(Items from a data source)
______________________________

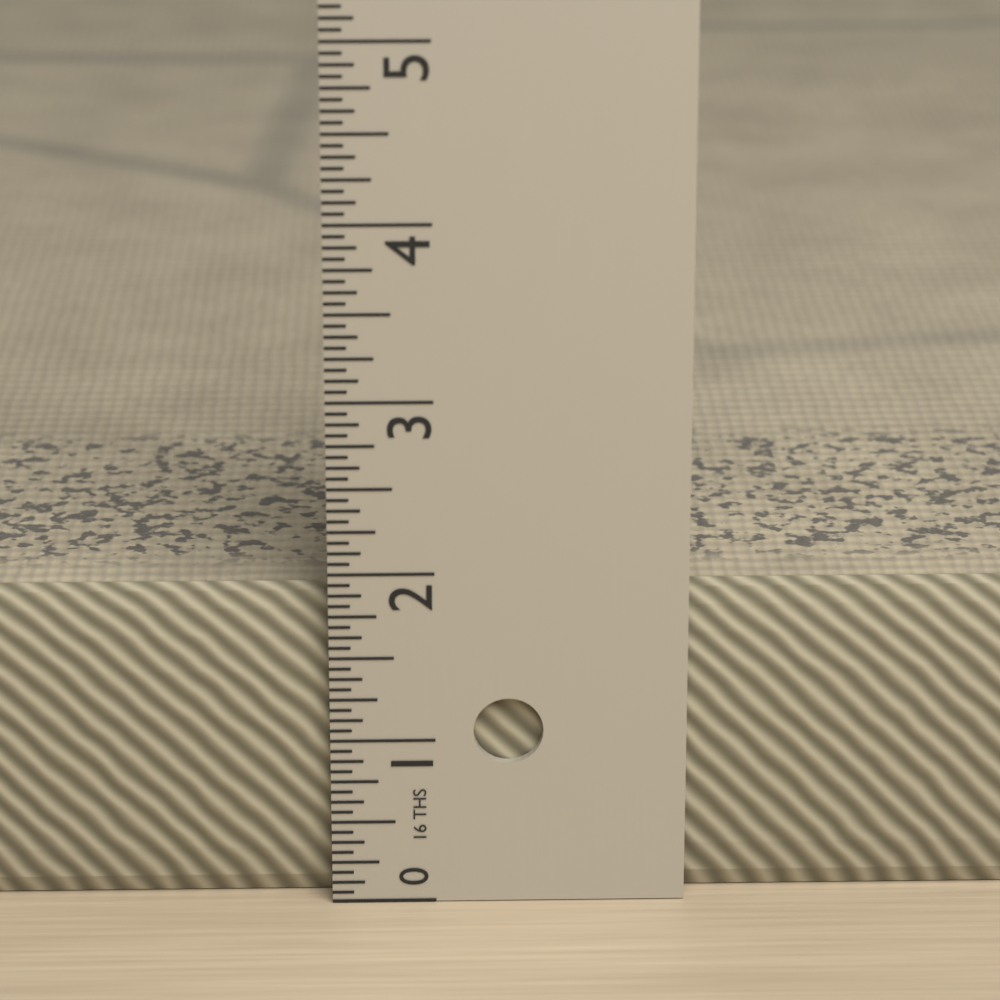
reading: 1.8750 in
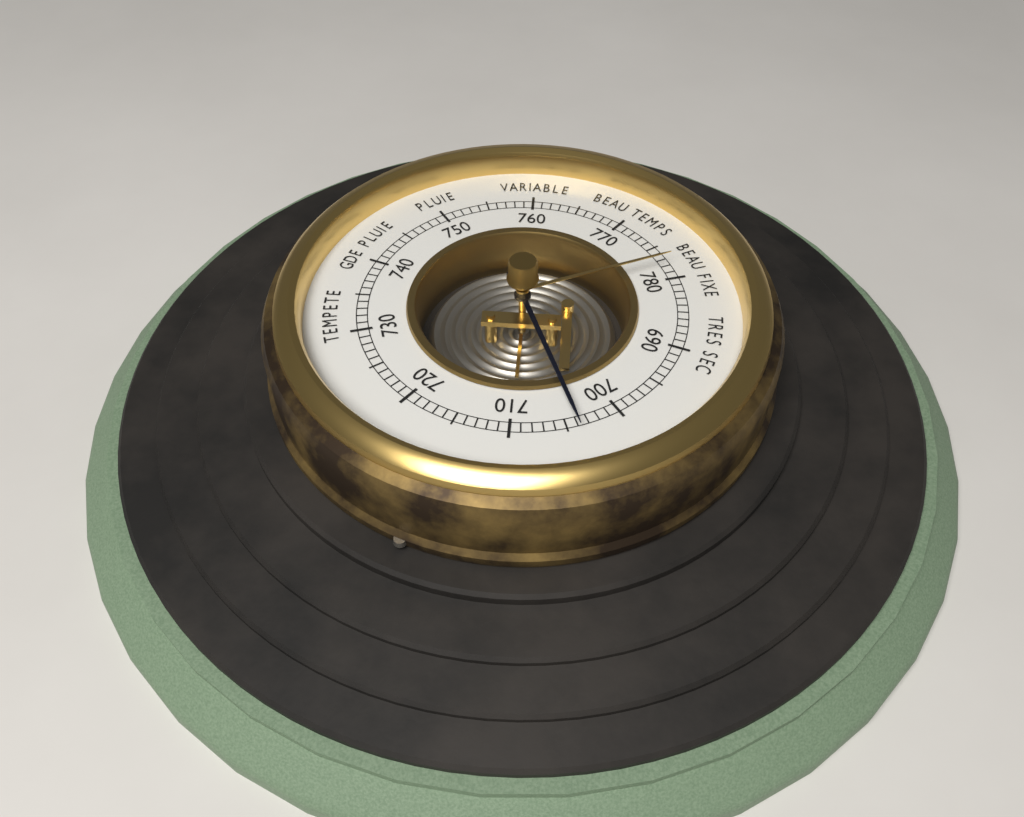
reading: 704 (no unit)
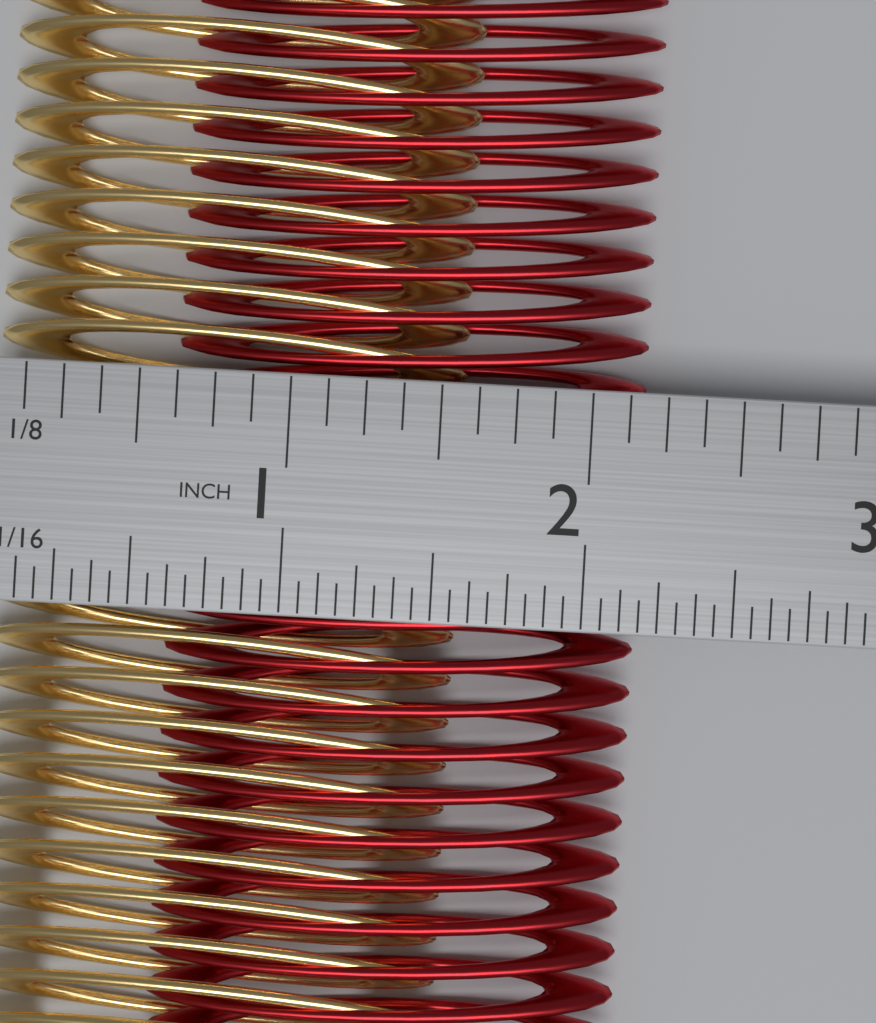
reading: 2.1875 in
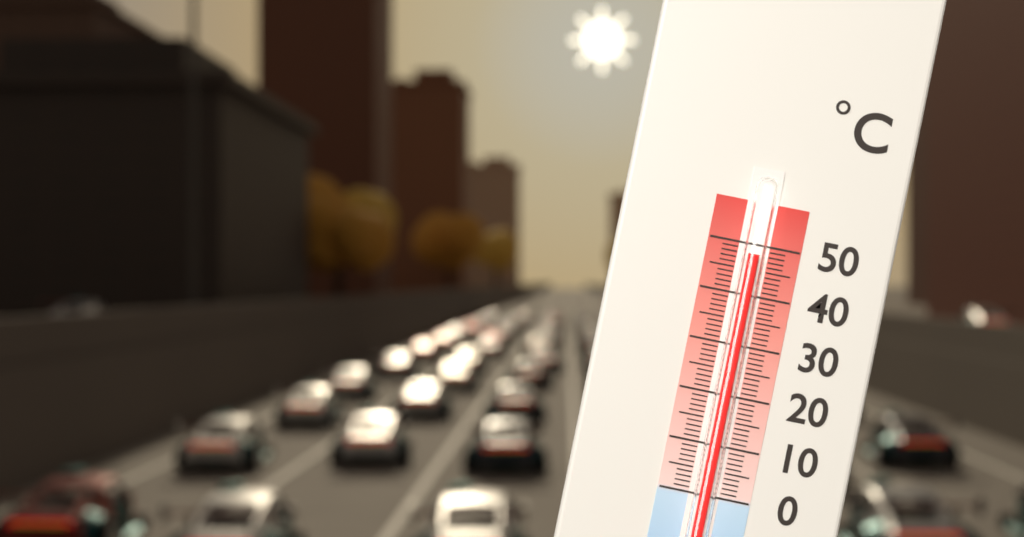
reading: 48 °C
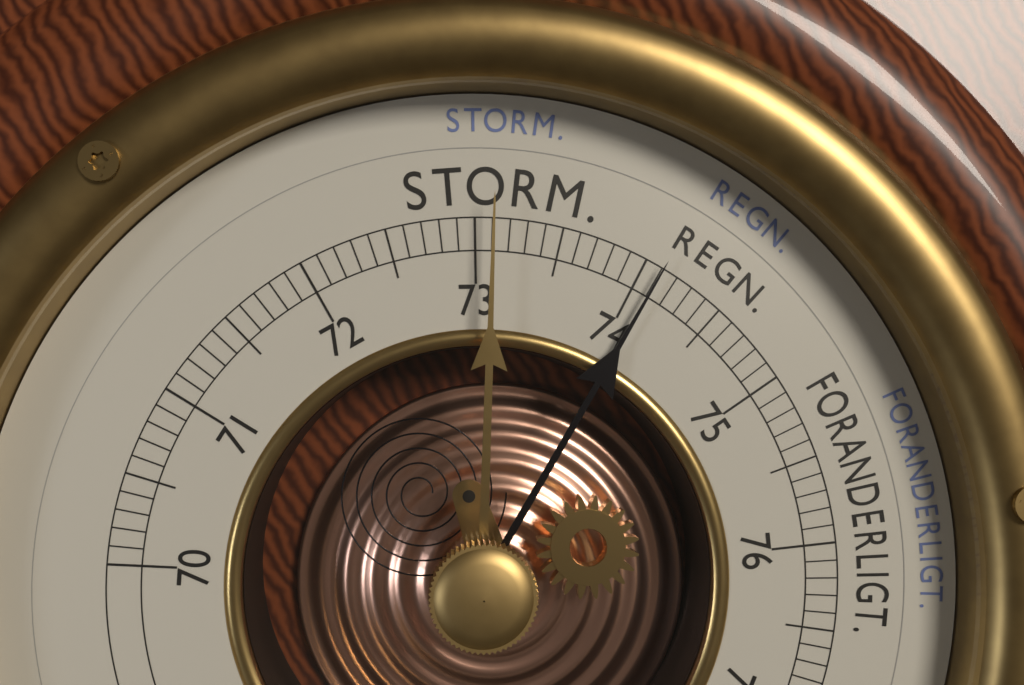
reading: 74.1 cm
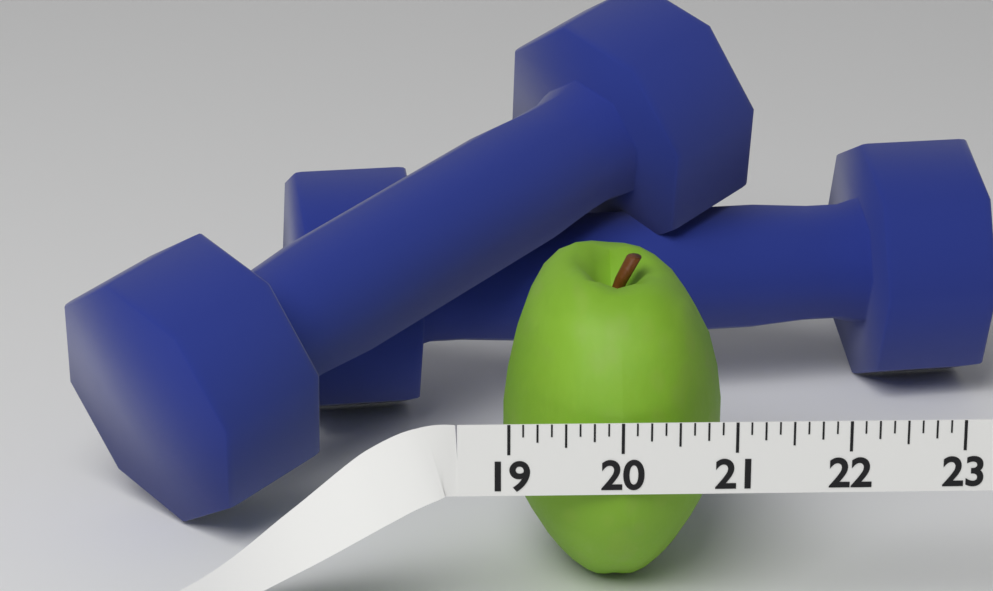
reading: 21.000 (no unit)
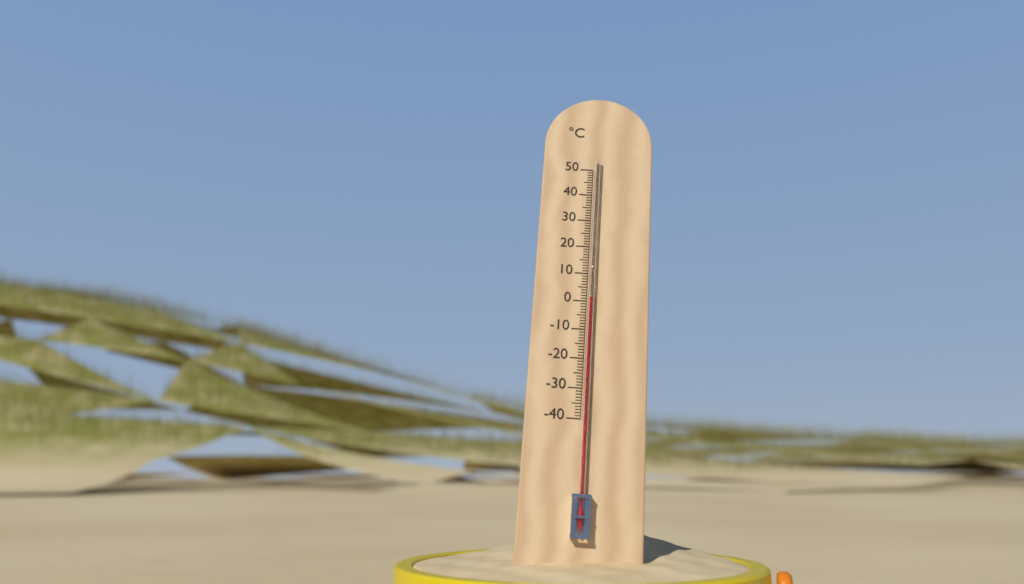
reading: 1 °C
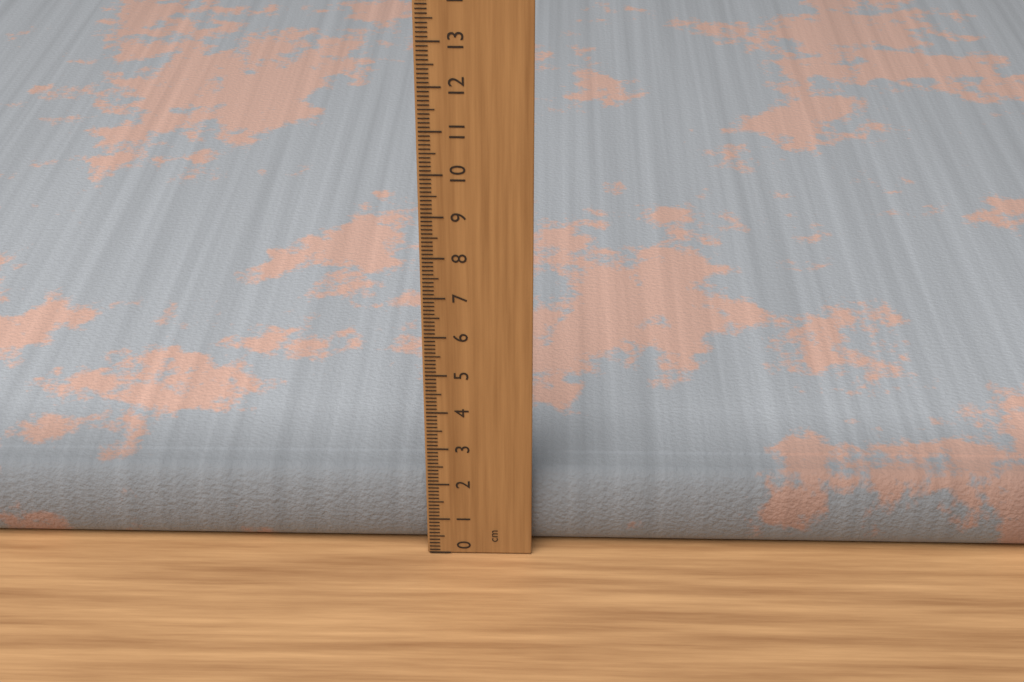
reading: 2.1 cm
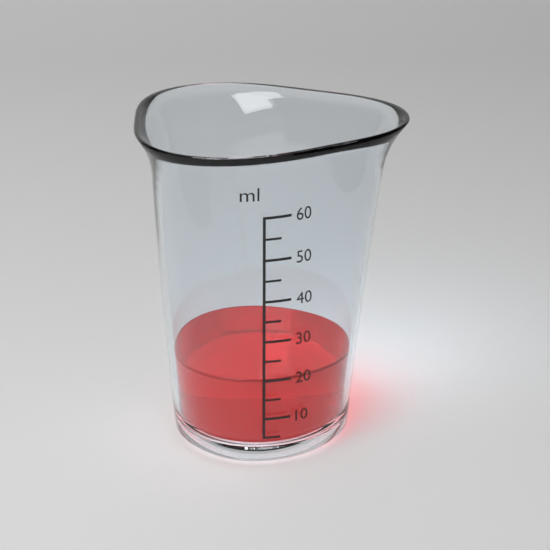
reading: 20 ml
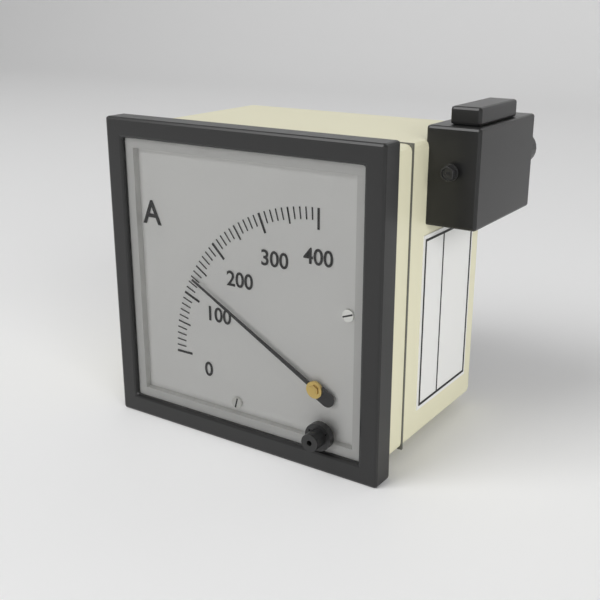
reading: 130 A
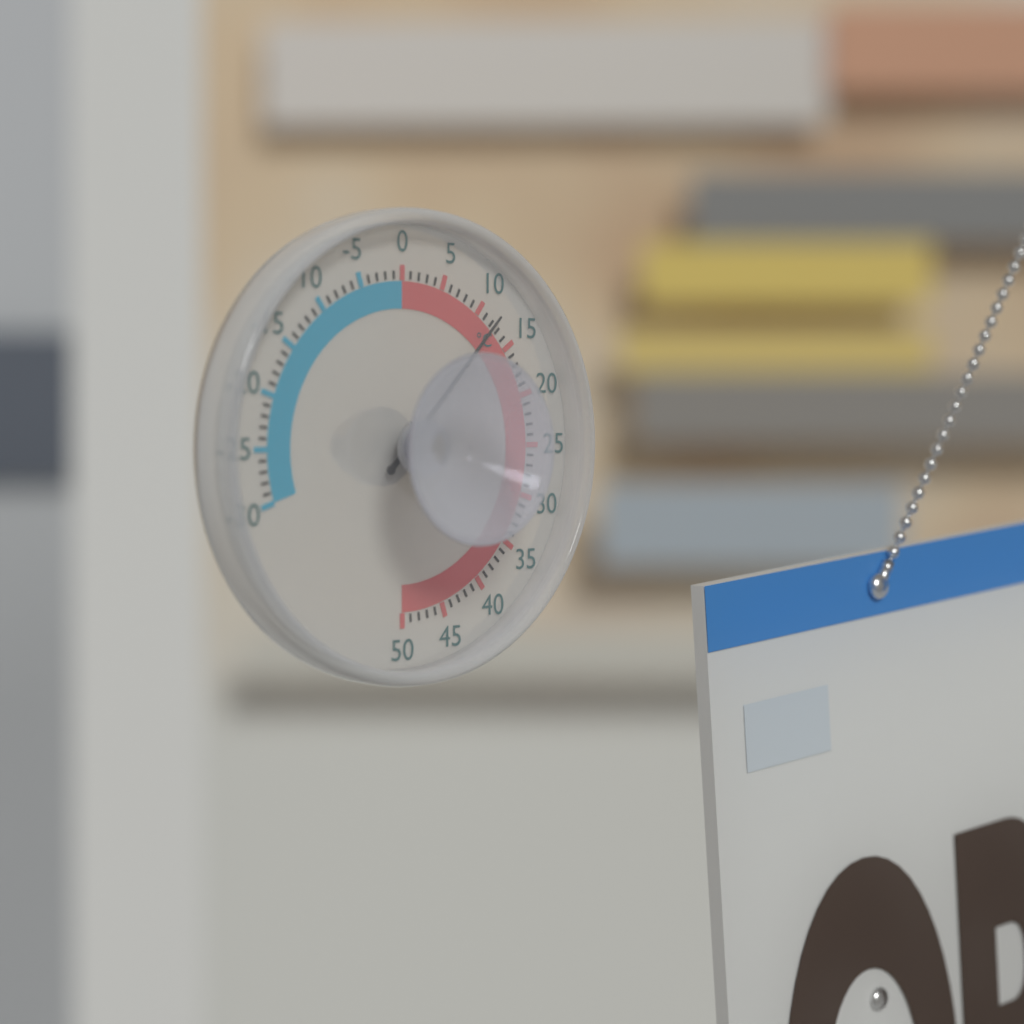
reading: 12 °C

______________________________

— Exercise directions —
What is needed is a verbatim copy of every entry, with the pictures omitted.

— Answer for the task —
reading: 1.8750 in
reading: 704 (no unit)
reading: 2.1875 in
reading: 48 °C
reading: 74.1 cm
reading: 21.000 (no unit)
reading: 1 °C
reading: 2.1 cm
reading: 20 ml
reading: 130 A
reading: 12 °C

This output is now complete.